6) Your argument about increasing competition seems muddled. In what sense does increasing the number of universities from 50 to 100, or increasing student numbers from one million to two million, increase competition? Would you expect increases in quality if the number of soft drinks manufacturers went up from 50 to 100? By the way, I didn’t actually say that mediocre standards prevail because of expansion, just that they prevail.
Kind regards
Fabian
Interesting blog but I do have a couple of points.
1) Do you consider yourself libertarian or conservative generally? The blog seems to have a libertarian theme but you describe yourself in this article as conservative (at least for this issue).
2) With regard to university education I don't understand why student subsidies would be necessary. If a further educational establishment decided it wanted to return to being a true centre of excellence rather than attempting to keep the unemployment figures down by extending schooling for 3 years, then it could choose it's own students and set it's own standards and fees. The graduates of the education it provides would be sought after by employers who value such quality. It's services would be sought after by students with enough ability to make raising the fees worthwhile. Why wouldn't such a market process be at least as acceptable as having state subsidised institutions? Apologies if I have missed something.
I’m more libertarian than Conservative, in theory. In practice I would have called myself a Conservative during the heyday of Thatcherism, but I’m reluctant to do so under the present leadership. I was being tongue-in-cheek saying I’m “conservative” (small c) on the student loans issue, in order to contrast my position with that of Rozenberg who seems keen on radical change.
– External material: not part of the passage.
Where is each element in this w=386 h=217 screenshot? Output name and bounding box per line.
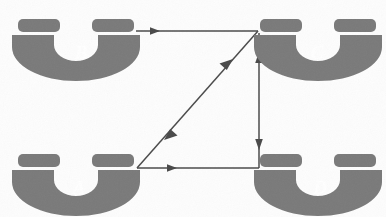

The issue about marketising universities is a complex one. One point I was trying to make is, given the situation we have now (or at least, the one we had twenty years ago) it might be better not to tinker at the margins with semi-marketisation e.g. loans, because that may only get you the downside of markets without the benefits. By now, given how crap the whole system has become, I may even agree with Rozenberg in practice, that your only recourse is to marketise the whole damn lot. But I don’t think one should sound too triumphalist about it. Forced marketisation may be unavoidable in certain cases, but that doesn't mean it isn't going to have negative fallout. (See e.g. former Soviet Union.)
It’s the “problem of the second best” in economics. If you’re off the Pareto optimum, the only change you can be sure is desirable is an actual jump onto the optimum. You cannot be certain that an apparent move in that direction will get you nearer to the conditions of optimality; paradoxically you may be moving further away.
If I were building a model society from scratch (a slightly pointless issue, but since you’ve kind of raised it), I suppose I wouldn’t get the state involved at all. So I suppose that means, students would have to be self-financing. But then also, in my perfect society, people wouldn’t have half their income confiscated by the state. People might end up borrowing to finance their degrees, rather than getting their parents to pay, but they wouldn’t be being encouraged/pressured to do so by a state-sponsored lending scheme.
I think one also shouldn't forget in these debates that enhancing one's appeal to employers is not necessarily the only purpose of a degree. There should be a place in society for intellectual activity which doesn't necessarily have easily demonstrable benefits. Which is not to say the state should subsidise it.